In fact, I’m totally open to the real prospect that human chromosome 2 indeed experienced a fusion event sometime in the human lineage. What’s more, I think there is indeed some other evidence that suggests fusion — it’s just that the evidence from telomeric DNA for an alleged fusion site isn’t nearly as clear-cut as is claimed. In fact, in the appendix to Intelligent Design 101 I co-wrote with Logan Gage: “We accept that there is good evidence that human chromosome 2 is composed of two fused chromosomes.” Again, my main argument about chromosomal fusion isn’t that there’s no fusion — it’s that if there is fusion, that doesn’t demonstrate human/ape common ancestry. As I wrote in Science and Human Origins:

In The Language of God, Collins argues that this chromosomal fusion explains why humans have one less pair of chromosomes than apes, claiming “it is very difficult to understand this observation without postulating a common ancestor.”43

To the contrary, it is very easy to understand this evidence without postulating a common ancestor.
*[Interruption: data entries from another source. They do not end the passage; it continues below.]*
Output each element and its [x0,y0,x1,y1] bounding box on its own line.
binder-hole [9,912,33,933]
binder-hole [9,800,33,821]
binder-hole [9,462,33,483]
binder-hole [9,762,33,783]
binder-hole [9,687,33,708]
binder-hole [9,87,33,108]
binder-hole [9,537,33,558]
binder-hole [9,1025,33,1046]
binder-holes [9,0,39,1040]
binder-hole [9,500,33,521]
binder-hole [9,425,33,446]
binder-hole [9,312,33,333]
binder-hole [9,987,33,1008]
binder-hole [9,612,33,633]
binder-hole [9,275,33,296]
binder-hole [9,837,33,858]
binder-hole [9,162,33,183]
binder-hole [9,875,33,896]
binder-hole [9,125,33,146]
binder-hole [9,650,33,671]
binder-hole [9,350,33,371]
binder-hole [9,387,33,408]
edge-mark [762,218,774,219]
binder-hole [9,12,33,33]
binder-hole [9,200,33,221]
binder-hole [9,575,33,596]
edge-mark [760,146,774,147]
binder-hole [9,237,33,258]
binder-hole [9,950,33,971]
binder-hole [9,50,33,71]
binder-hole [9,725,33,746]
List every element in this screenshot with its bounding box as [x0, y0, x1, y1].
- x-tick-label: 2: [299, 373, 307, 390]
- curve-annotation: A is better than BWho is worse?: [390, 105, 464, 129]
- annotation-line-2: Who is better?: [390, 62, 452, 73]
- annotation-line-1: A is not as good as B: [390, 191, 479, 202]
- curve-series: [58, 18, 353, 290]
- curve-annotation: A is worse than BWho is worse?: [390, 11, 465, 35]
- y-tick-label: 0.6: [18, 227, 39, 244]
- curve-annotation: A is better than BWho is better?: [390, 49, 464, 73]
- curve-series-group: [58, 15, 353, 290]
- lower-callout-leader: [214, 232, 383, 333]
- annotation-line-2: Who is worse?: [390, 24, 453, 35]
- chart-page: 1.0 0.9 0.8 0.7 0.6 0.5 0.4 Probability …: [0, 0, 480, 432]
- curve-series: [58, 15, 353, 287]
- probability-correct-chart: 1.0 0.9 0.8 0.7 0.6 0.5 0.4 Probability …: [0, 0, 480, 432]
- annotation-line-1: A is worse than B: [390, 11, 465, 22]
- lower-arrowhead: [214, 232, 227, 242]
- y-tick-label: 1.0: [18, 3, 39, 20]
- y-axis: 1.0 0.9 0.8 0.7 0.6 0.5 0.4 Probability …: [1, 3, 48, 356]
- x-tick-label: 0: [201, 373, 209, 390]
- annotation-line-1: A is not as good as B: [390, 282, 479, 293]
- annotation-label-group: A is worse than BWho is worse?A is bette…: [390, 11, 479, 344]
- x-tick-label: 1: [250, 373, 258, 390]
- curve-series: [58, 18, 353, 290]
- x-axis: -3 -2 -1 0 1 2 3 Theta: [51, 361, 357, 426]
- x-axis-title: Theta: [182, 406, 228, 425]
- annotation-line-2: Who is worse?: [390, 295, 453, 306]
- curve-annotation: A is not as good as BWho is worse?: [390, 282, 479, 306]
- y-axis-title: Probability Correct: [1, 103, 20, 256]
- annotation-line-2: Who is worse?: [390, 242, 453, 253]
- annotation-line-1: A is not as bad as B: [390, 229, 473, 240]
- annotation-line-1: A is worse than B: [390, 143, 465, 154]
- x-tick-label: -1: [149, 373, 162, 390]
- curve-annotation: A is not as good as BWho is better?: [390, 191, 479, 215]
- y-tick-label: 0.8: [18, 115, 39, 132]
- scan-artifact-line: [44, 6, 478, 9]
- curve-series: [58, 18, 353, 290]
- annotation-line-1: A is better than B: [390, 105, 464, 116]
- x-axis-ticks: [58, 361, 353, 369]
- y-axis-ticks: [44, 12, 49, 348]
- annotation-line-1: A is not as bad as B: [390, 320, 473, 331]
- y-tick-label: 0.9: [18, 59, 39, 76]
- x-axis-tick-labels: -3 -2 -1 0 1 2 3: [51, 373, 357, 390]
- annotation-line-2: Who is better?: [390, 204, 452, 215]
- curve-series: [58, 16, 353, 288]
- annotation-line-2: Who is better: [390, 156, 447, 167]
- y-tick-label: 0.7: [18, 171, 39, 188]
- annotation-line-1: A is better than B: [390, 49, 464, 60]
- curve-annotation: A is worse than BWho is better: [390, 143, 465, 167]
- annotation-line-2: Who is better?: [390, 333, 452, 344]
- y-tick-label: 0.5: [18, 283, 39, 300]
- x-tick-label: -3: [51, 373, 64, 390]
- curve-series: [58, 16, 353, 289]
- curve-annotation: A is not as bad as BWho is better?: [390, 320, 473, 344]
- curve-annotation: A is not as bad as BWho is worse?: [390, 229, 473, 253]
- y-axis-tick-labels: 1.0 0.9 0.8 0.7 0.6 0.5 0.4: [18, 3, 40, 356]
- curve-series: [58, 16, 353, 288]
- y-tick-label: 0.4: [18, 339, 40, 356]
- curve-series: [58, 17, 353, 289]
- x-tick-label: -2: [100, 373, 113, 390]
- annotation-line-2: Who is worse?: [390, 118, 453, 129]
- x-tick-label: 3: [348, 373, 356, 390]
Assuming that human chromosome 2 is fused as Collins claims it is, human chromosomal fusion merely shows that at some point within our lineage, two chromosomes became fused. Logically speaking, this evidence tells us nothing about whether our human lineage leads back to a common ancestor with apes. Nor does it tell us whether the earliest humans were somehow ape-like. (Science and Human Origins, p. 92)

This comes from the very beginning of my section on chromosomal fusion, and it is my opening argument on this point. Later in the book I write:

But — and this is the key point — even if human chromosome 2 is the result of two other chromosomes which became fused, this is not evidence for human/ape common ancestry. At most, it shows our human lineage experienced a chromosomal fusion event, but it does not tell us whether our lineage leads back to a common ancestor with apes. (Science and Human Origins, p. 97)

Likewise, I co-wrote with Logan Gage in Intelligent Design 101: “Evidence for chromosomal fusion in humans simply indicates that, at some point within our human lineage, two chromosomes became fused. This tells us nothing about whether we share a common ancestor with apes.”

So my main, or “key” point on this topic is that Carl Zimmer and others can present all the evidence for human chromosomal fusion they wish, and it still doesn’t tell us whether we share a common ancestor with apes. Unfortunately, this crucial point has been lost in Zimmer’s clamor over a citation he could have found if he’d just read the book.

If Zimmer or anyone else would like to reply to my arguments in the chapter, they are most welcome to do so. But I suggest that in the future, they first consult the book.

 

Casey Luskin

Associate Director and Senior Fellow, Center for Science and Culture
Casey Luskin is a geologist and an attorney with graduate degrees in science and law, giving him expertise in both the scientific and legal dimensions of the debate over evolution. He earned his PhD in Geology from the University of Johannesburg, and BS and MS degrees in Earth Sciences from the University of California, San Diego, where he studied evolution extensively at both the graduate and undergraduate levels. His law degree is from the University of San Diego, where he focused his studies on First Amendment law, education law, and environmental law.